ISLAMABAD: Pakistan has loaned a 2,000-year-old Buddha statue from its Peshawar Museum to Switzerland for an exhibition, at the Rietberg Museum in Zurich, which began yesterday and will end on March 31, officials said on Thursday.
“This is the first time that this sculpture has been sent out of Pakistan,” the Switzerland embassy in Islamabad said in statement on Thursday.
The “Buddha Shakyamuni,” which stands tall at more than three and a half meters and weighs nearly two tons, will be the main highlight at the event titled "Next Stop Nirvana - Approaches to Buddhism", the statement added.
Estimated to have been built between the first and third century, the sculpture was excavated in 1909-10 from a small village named Sahri Bahlol, near the World Heritage site of Takht-i-Bhai in the Khyber Pakhtunkhwa province, and showcased at the Peshawar Museum ever since.
“Smaller objects from that era have been sent out of Pakistan for exhibition but this is the first time that a statue of this size has gone out of the country,” the statement said.
According to the statement, in 2017, the Switzerland embassy and the Swiss Agency for Development and Cooperation initiated contacts between the Rietberg Museum and the government of Pakistan, which resulted in the signing of a Memorandum of Understanding (MoU) between the two parties, in Zurich, in March this year.
Under the agreement, the Peshawar Museum will lend the statute to Rietberg for three and a half months.
“It strengthens the ties between Pakistan and Switzerland in a completely unconventional way,” Daniel Valenghi, Deputy Head of Cooperation at the Embassy of Switzerland, said. “It also shows that Pakistan has a very diverse cultural heritage, and for us this is a very important step for the development of Pakistan.”
Next year, Switzerland and Pakistan are going to celebrate the 70th anniversary of their diplomatic relations.
“The Peshawar Museum has the most important and largest collection of Gandhara Art in the world, including antiquities of Buddhist stone sculptures and panels, architectural elements, stucco, sculptures terracotta figurines, relic caskets, toiletry objects,” the Peshawar Museum states on its website.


- [The problem]: What is the number of lines in these records that hold the word "Check"? Reply with that number alone.

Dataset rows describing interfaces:
BEGIN
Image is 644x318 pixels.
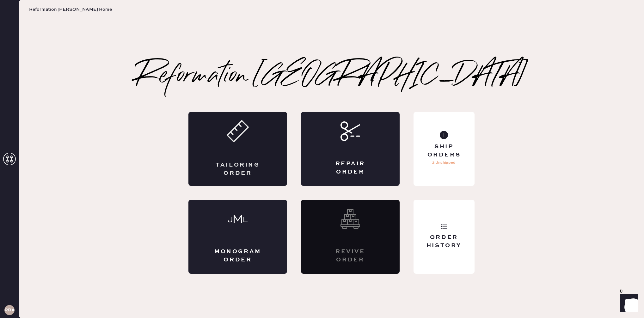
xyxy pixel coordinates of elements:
[326,160,374,175] div: Repair Order
[29,7,112,12] span: Reformation [PERSON_NAME] Home
[136,64,527,89] h2: Reformation [GEOGRAPHIC_DATA]
[301,200,400,274] div: Interested? Contact us at care@hemster.co
[419,234,469,249] div: Order History
[432,159,456,166] p: 2 Unshipped
[214,161,261,177] div: Tailoring Order
[614,289,641,316] iframe: Front Chat
[419,143,469,159] div: Ship Orders
[326,248,374,264] div: Revive order
[4,308,15,312] h3: RRA
[214,248,261,264] div: Monogram Order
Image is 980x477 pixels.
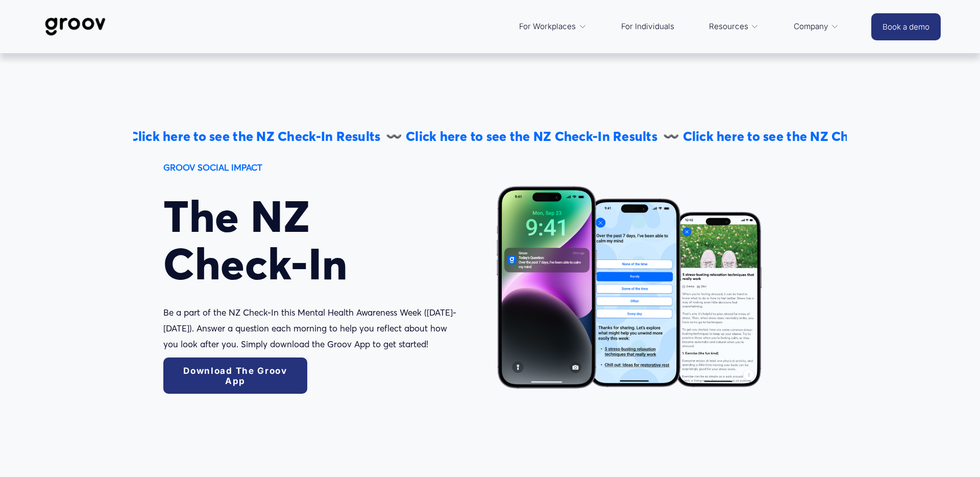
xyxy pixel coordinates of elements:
a: folder dropdown [514,14,592,39]
strong: GROOV SOCIAL IMPACT [163,162,262,173]
img: Groov | Workplace Science Platform | Unlock Performance | Drive Results [40,9,111,43]
span: For Workplaces [519,20,576,34]
tspan: Click here to see the NZ Check-In Results [683,128,935,144]
tspan: 〰️ [386,128,402,144]
a: For Individuals [616,14,679,39]
p: Be a part of the NZ Check-In this Mental Health Awareness Week ([DATE]-[DATE]). Answer a question... [163,304,457,352]
span: Company [793,20,828,34]
h1: The NZ Check-In [163,193,457,288]
a: Download The Groov App [163,357,308,394]
tspan: 〰️ [663,128,679,144]
span: Resources [710,20,748,34]
a: Book a demo [872,13,940,41]
a: folder dropdown [704,14,764,39]
tspan: Click here to see the NZ Check-In Results [129,128,381,144]
a: folder dropdown [789,14,844,39]
tspan: Click here to see the NZ Check-In Results [406,128,658,144]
END
- [Reply]: 5